开发者 https://www.devze.com 2022-12-17 02:00 出处:网络
It seems like no matter what input I give this, it always only matches 1 character. m.index is always 0 on a match and m.length is always 1. what am I doing wrong here? I have tried it at(and ripped o

It seems like no matter what input I give this, it always only matches 1 character. m.index is always 0 on a match and m.length is always 1. what am I doing wrong here? I have tried it at(and ripped off some code from) http://www.regular-expressions.info/javascriptexample.html and it works as expected there and matches an entire number.

You can see a live example here http://jsbin.com/aqobe

<html>
<head>
<script type="text/javascript">
function __numberBox__correctFormat(text,allow_float){
    var r;
    if(allow_float){
        r=/\$?[\d,\.\W]+/;
    }else{
        r=/\$?[\d,\W]+/;
    }
    var m=r.exec(text);
    if(m==null){
        return false;
    }
        alert(m.index); alert(m.length);

    if(m.index!=0 || m.length!=text.length){ //must match the whole string
        return false;
    }

    return true;
}
</script>
</head>

<body>
Enter your name: <input type="text" id="fname" onchange="
if(__numberBox__correctFormat(this.value,true)){
  alert('tis true');
}else{
  alert('tis false');
}"  />
</body>

</htm开发者_StackOverflow社区l>

Note I'm wanting for it to accept this input

1234
532,134
$123
493.29


The return value of Regex.exec is always an array containing the list of matches. In your case, the regex will match the whole string so the return value is an array with 1 element that contains the match.

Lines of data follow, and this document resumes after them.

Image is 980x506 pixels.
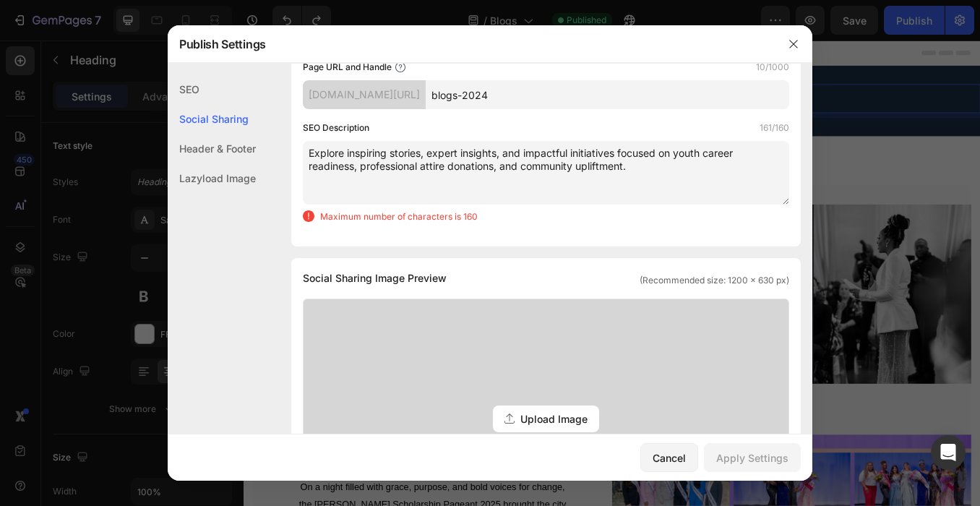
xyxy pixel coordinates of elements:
[640,274,789,287] span: (Recommended size: 1200 x 630 px)
[167,163,256,193] div: Lazyload Image
[167,104,256,134] div: Social Sharing
[303,121,369,135] label: SEO Description
[434,193,857,405] img: Alt Image
[303,60,392,74] label: Page URL and Handle
[167,134,256,163] div: Header & Footer
[216,353,246,367] p: [DATE]
[705,444,801,472] button: Apply Settings
[426,80,789,109] input: Handle
[63,238,382,333] span: Last [DATE]–[DATE], King's Accountability Group (KAG) hosted its annual BBQ & Networking Event at...
[653,451,686,466] div: Cancel
[757,60,789,74] label: 10/1000
[931,436,966,470] div: Open Intercom Messenger
[167,26,775,63] div: Publish Settings
[167,74,256,104] div: SEO
[18,31,58,44] div: Heading
[64,177,380,217] strong: KAG Annual BBQ Honors Threads for Change CEO
[520,412,588,427] span: Upload Image
[187,399,257,420] div: READ MORE
[320,211,478,223] p: Maximum number of characters is 160
[164,392,280,427] a: READ MORE
[717,451,789,466] div: Apply Settings
[641,444,698,472] button: Cancel
[303,80,426,109] div: [DOMAIN_NAME][URL]
[303,270,447,287] span: Social Sharing Image Preview
[94,458,350,498] strong: A Look Back at the [PERSON_NAME] Scholarship Pageant 2025
[760,121,789,135] label: 161/160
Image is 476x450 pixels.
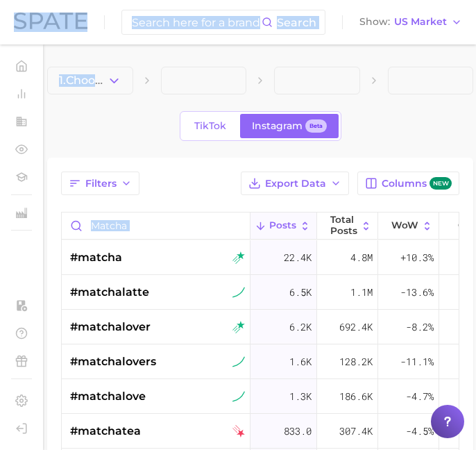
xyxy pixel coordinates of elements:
[250,212,317,239] button: Posts
[400,284,434,300] span: -13.6%
[350,284,373,300] span: 1.1m
[277,16,316,29] span: Search
[11,418,32,438] a: Log out. Currently logged in with e-mail amanda.pittman@loreal.com.
[406,388,434,404] span: -4.7%
[14,12,87,29] img: SPATE
[350,249,373,266] span: 4.8m
[289,318,312,335] span: 6.2k
[61,171,139,195] button: Filters
[356,13,466,31] button: ShowUS Market
[289,284,312,300] span: 6.5k
[85,178,117,189] span: Filters
[70,388,146,404] span: #matchalove
[400,249,434,266] span: +10.3%
[62,212,250,239] input: Search in category
[284,249,312,266] span: 22.4k
[339,318,373,335] span: 692.4k
[232,321,245,333] img: instagram rising star
[265,178,326,189] span: Export Data
[309,120,323,132] span: Beta
[382,177,452,190] span: Columns
[429,177,452,190] span: new
[289,353,312,370] span: 1.6k
[289,388,312,404] span: 1.3k
[330,214,357,236] span: Total Posts
[339,388,373,404] span: 186.6k
[240,114,339,138] a: InstagramBeta
[359,18,390,26] span: Show
[182,114,238,138] a: TikTok
[269,220,296,231] span: Posts
[194,120,226,132] span: TikTok
[70,284,149,300] span: #matchalatte
[394,18,447,26] span: US Market
[70,318,151,335] span: #matchalover
[284,423,312,439] span: 833.0
[47,67,133,94] button: 1.Choose Category
[339,353,373,370] span: 128.2k
[317,212,378,239] button: Total Posts
[400,353,434,370] span: -11.1%
[406,423,434,439] span: -4.5%
[378,212,439,239] button: WoW
[252,120,302,132] span: Instagram
[70,353,156,370] span: #matchalovers
[232,286,245,298] img: instagram sustained riser
[130,10,262,34] input: Search here for a brand, industry, or ingredient
[70,249,122,266] span: #matcha
[232,390,245,402] img: instagram sustained riser
[59,74,107,87] span: 1. Choose Category
[357,171,459,195] button: Columnsnew
[232,251,245,264] img: instagram rising star
[232,425,245,437] img: instagram falling star
[241,171,349,195] button: Export Data
[339,423,373,439] span: 307.4k
[391,220,418,231] span: WoW
[406,318,434,335] span: -8.2%
[232,355,245,368] img: instagram sustained riser
[70,423,141,439] span: #matchatea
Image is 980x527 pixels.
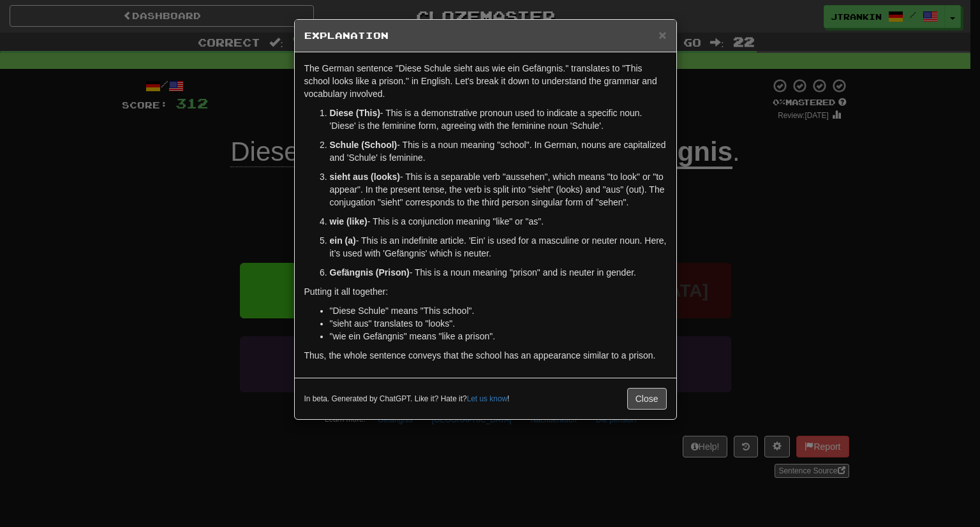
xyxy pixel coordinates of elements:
[330,139,398,150] strong: Schule (School)
[304,285,667,298] p: Putting it all together:
[658,28,666,42] span: ×
[330,215,667,228] p: - This is a conjunction meaning "like" or "as".
[627,389,667,410] button: Close
[330,217,367,226] strong: wie (like)
[304,30,667,42] h5: Explanation
[330,236,356,245] strong: ein (a)
[330,172,400,182] strong: sieht aus (looks)
[330,138,667,164] p: - This is a noun meaning "school". In German, nouns are capitalized and 'Schule' is feminine.
[304,394,510,405] small: In beta. Generated by ChatGPT. Like it? Hate it? !
[330,267,409,278] strong: Gefängnis (Prison)
[658,28,666,41] button: Close
[330,266,667,279] p: - This is a noun meaning "prison" and is neuter in gender.
[330,317,667,330] li: "sieht aus" translates to "looks".
[330,108,381,118] strong: Diese (This)
[330,107,667,132] p: - This is a demonstrative pronoun used to indicate a specific noun. 'Diese' is the feminine form,...
[330,330,667,343] li: "wie ein Gefängnis" means "like a prison".
[330,171,667,209] p: - This is a separable verb "aussehen", which means "to look" or "to appear". In the present tense...
[330,234,667,260] p: - This is an indefinite article. 'Ein' is used for a masculine or neuter noun. Here, it’s used wi...
[468,394,508,404] a: Let us know
[304,349,667,362] p: Thus, the whole sentence conveys that the school has an appearance similar to a prison.
[304,62,667,100] p: The German sentence "Diese Schule sieht aus wie ein Gefängnis." translates to "This school looks ...
[330,305,667,317] li: "Diese Schule" means "This school".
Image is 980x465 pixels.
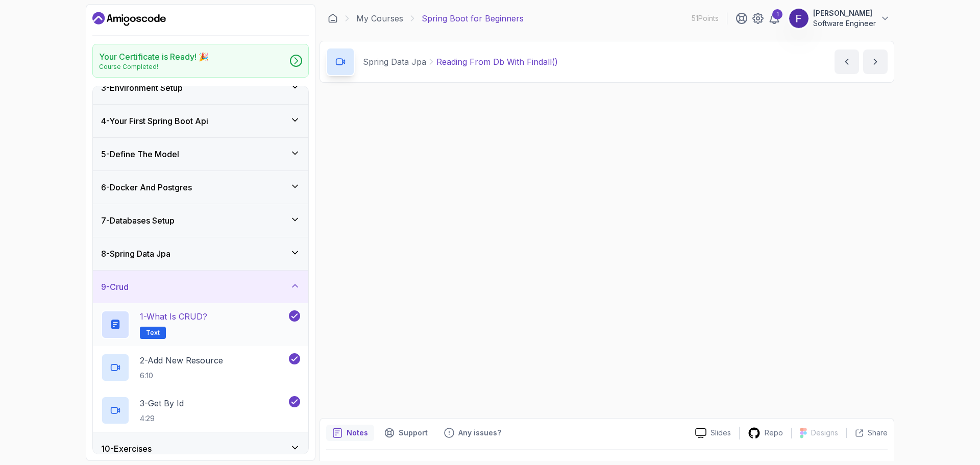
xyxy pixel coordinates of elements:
[101,214,174,227] h3: 7 - Databases Setup
[93,71,308,104] button: 3-Environment Setup
[863,50,887,74] button: next content
[347,427,368,437] p: Notes
[93,171,308,203] button: 6-Docker And Postgres
[101,115,208,127] h3: 4 - Your First Spring Boot Api
[99,50,209,63] h2: Your Certificate is Ready! 🎉
[93,432,308,465] button: 10-Exercises
[772,9,782,20] div: 1
[101,248,170,260] h3: 8 - Spring Data Jpa
[140,354,223,366] p: 2 - Add New Resource
[93,271,308,303] button: 9-Crud
[92,44,309,77] a: Your Certificate is Ready! 🎉Course Completed!
[768,12,780,24] a: 1
[835,50,859,74] button: previous content
[140,310,207,322] p: 1 - What is CRUD?
[740,427,791,439] a: Repo
[101,281,129,293] h3: 9 - Crud
[140,413,184,423] p: 4:29
[458,427,501,437] p: Any issues?
[326,425,374,441] button: notes button
[101,310,300,338] button: 1-What is CRUD?Text
[101,353,300,382] button: 2-Add New Resource6:10
[789,9,808,28] img: user profile image
[146,328,160,336] span: Text
[93,238,308,270] button: 8-Spring Data Jpa
[93,204,308,237] button: 7-Databases Setup
[93,104,308,137] button: 4-Your First Spring Boot Api
[813,8,876,18] p: [PERSON_NAME]
[438,425,508,441] button: Feedback button
[93,138,308,170] button: 5-Define The Model
[788,8,890,28] button: user profile image[PERSON_NAME]Software Engineer
[363,56,426,68] p: Spring Data Jpa
[101,148,179,160] h3: 5 - Define The Model
[813,18,876,28] p: Software Engineer
[687,427,739,438] a: Slides
[811,427,838,437] p: Designs
[765,427,783,437] p: Repo
[398,427,427,437] p: Support
[710,427,731,437] p: Slides
[92,11,166,27] a: Dashboard
[378,425,433,441] button: Support button
[691,13,718,24] p: 51 Points
[101,442,151,454] h3: 10 - Exercises
[868,427,887,437] p: Share
[356,12,403,24] a: My Courses
[101,81,182,94] h3: 3 - Environment Setup
[328,13,338,24] a: Dashboard
[140,397,184,409] p: 3 - Get By Id
[846,427,887,437] button: Share
[99,63,209,71] p: Course Completed!
[101,181,192,193] h3: 6 - Docker And Postgres
[140,370,223,381] p: 6:10
[101,396,300,425] button: 3-Get By Id4:29
[436,56,558,68] p: Reading From Db With Findall()
[421,12,524,24] p: Spring Boot for Beginners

/\$?[\d,\.\W]+/.exec("$493.29")
["$493.29"]


You can use the following code:

var r;
if(allow_float){
    r=/^\$?\d[\d,\.\W]+$/;
} else {
    r = /^\$?\d[\d,\W]+$/;
}

return r.test(text);

EDIT: Reject single $.

The (unescaped) ^ and $ characters match the beginning and of the string, respectively. Therefore, this will only return true if it matches the entire string.

By the way, your regex is very liberal; it matches strings like $1!2@3#4$5%6^7&8*9(0),.1,.4.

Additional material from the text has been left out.